If you’re in this stage, you’re not alone, and you’re not cursed. Immigration systems can be slow, and rules can shift.
A calm contingency plan can protect you:
- Keep copies of every document (digital and printed), plus receipts and emails.
- Track dates in one place, including expiry dates and appointment deadlines.
- Avoid last-minute payments that push you into panic borrowing.
- Have a Plan B pathway (another intake, another employer route, another country option).
- Protect your mind during waiting: reduce doom-scrolling, set check-in times, keep your routine.

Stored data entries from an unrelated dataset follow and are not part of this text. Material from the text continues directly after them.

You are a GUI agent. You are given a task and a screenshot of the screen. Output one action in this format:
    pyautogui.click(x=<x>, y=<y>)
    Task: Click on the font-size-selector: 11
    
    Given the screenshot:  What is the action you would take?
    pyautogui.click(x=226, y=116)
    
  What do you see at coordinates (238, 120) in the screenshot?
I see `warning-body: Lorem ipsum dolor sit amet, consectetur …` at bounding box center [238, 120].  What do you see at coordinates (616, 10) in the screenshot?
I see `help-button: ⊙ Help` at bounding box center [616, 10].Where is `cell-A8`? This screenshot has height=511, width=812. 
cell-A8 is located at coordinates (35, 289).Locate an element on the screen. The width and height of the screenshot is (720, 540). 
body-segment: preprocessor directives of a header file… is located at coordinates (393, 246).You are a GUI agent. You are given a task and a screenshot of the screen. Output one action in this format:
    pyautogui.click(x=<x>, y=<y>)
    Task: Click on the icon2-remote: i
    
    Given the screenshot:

Always rely on official immigration sources for your specific route, and get qualified advice when needed. Blogs can guide your questions, but they shouldn’t be your final authority.
Story: ‘I was a professional back home’, then I started again from zero
Ngozi was a professional back home. In her first month abroad, she wore a uniform for a job that didn’t match her degree. It wasn’t shameful work, but it was a shock. She had gone from respected to invisible in one flight.

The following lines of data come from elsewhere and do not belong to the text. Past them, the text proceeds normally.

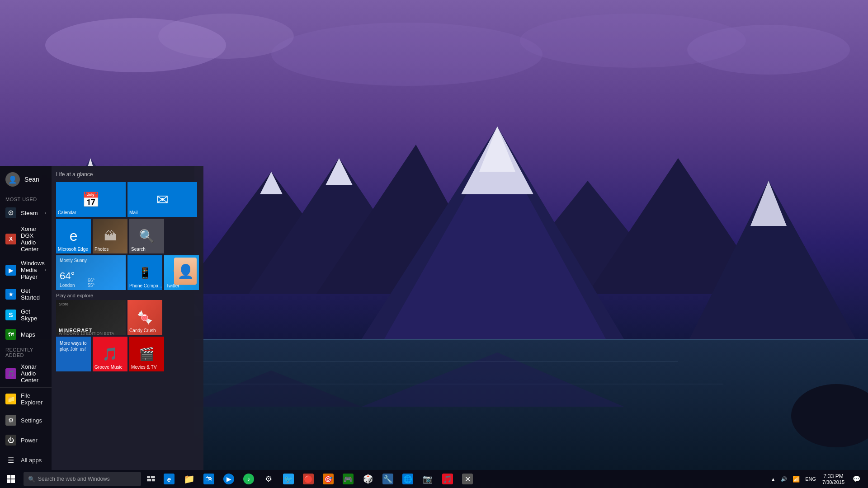  Describe the element at coordinates (26, 399) in the screenshot. I see `file-explorer-item: 📁 File Explorer` at that location.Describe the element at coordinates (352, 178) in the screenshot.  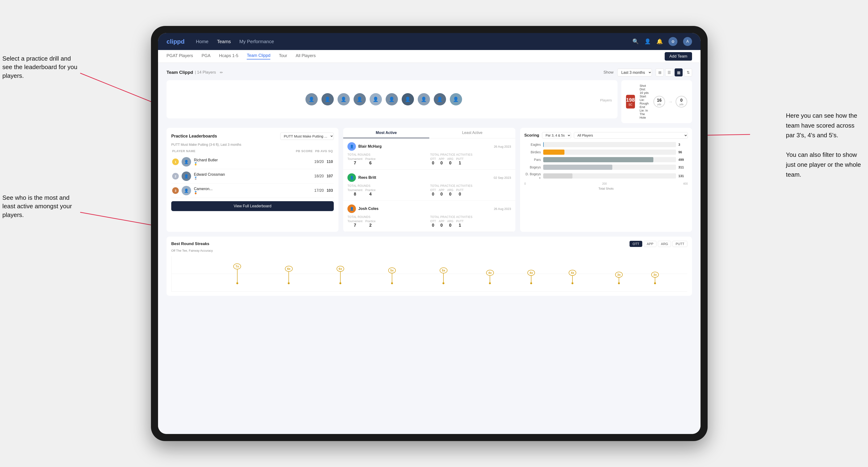
I see `ap-avatar-2: 👤` at that location.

The problem wasn’t her intelligence. It was licensing, credential checks, and local standards that don’t bend because you’ve already paid your dues elsewhere.
This part of japa can feel like being asked to climb a ladder you already finished. But people do rebuild, step by step, without losing themselves.
A practical path that helped Ngozi:
- Map the licence or credential process like a project (costs, exams, timelines, documents).
- Choose a bridge role close to your field (assistant, aide, trainee, support worker, junior analyst).
- Set a 6 to 12-month learning plan with clear milestones, not vague hope.
- Pick one skill to prove fast, something employers can test quickly.
- Find mentorship through professional groups, diaspora networks, or colleagues who respect the grind.
And yes, some people choose to return home, or move again, sometimes called “reverse japa”. That choice can be strategic. It can be about family, health, finances, or a better fit elsewhere. It’s not always failure, it can be a re-route.
Conclusion: japa can be both hope and hard work
Japa can open doors, and it can also bruise you. Both can be true, and admitting the hard parts doesn’t cancel the dream. It just makes it safer.
Key lessons to carry with you:
- Build a money buffer for upfront costs and slow months.
- Expect a realistic job timeline, and adapt your CV and proof.
- Create community early, don’t wait for loneliness to become normal.
- Set boundaries with money, and stick to a giving plan.
- Treat paperwork like gold, organise it, copy it, track dates.
- Build a skills plan for re-licensing or career switching.
- Give yourself permission to change course if the plan breaks.
If you’ve lived a japa story, the sweet parts and the bitter parts, share what you wish you knew at the start. Someone packing two suitcases right now might need your truth.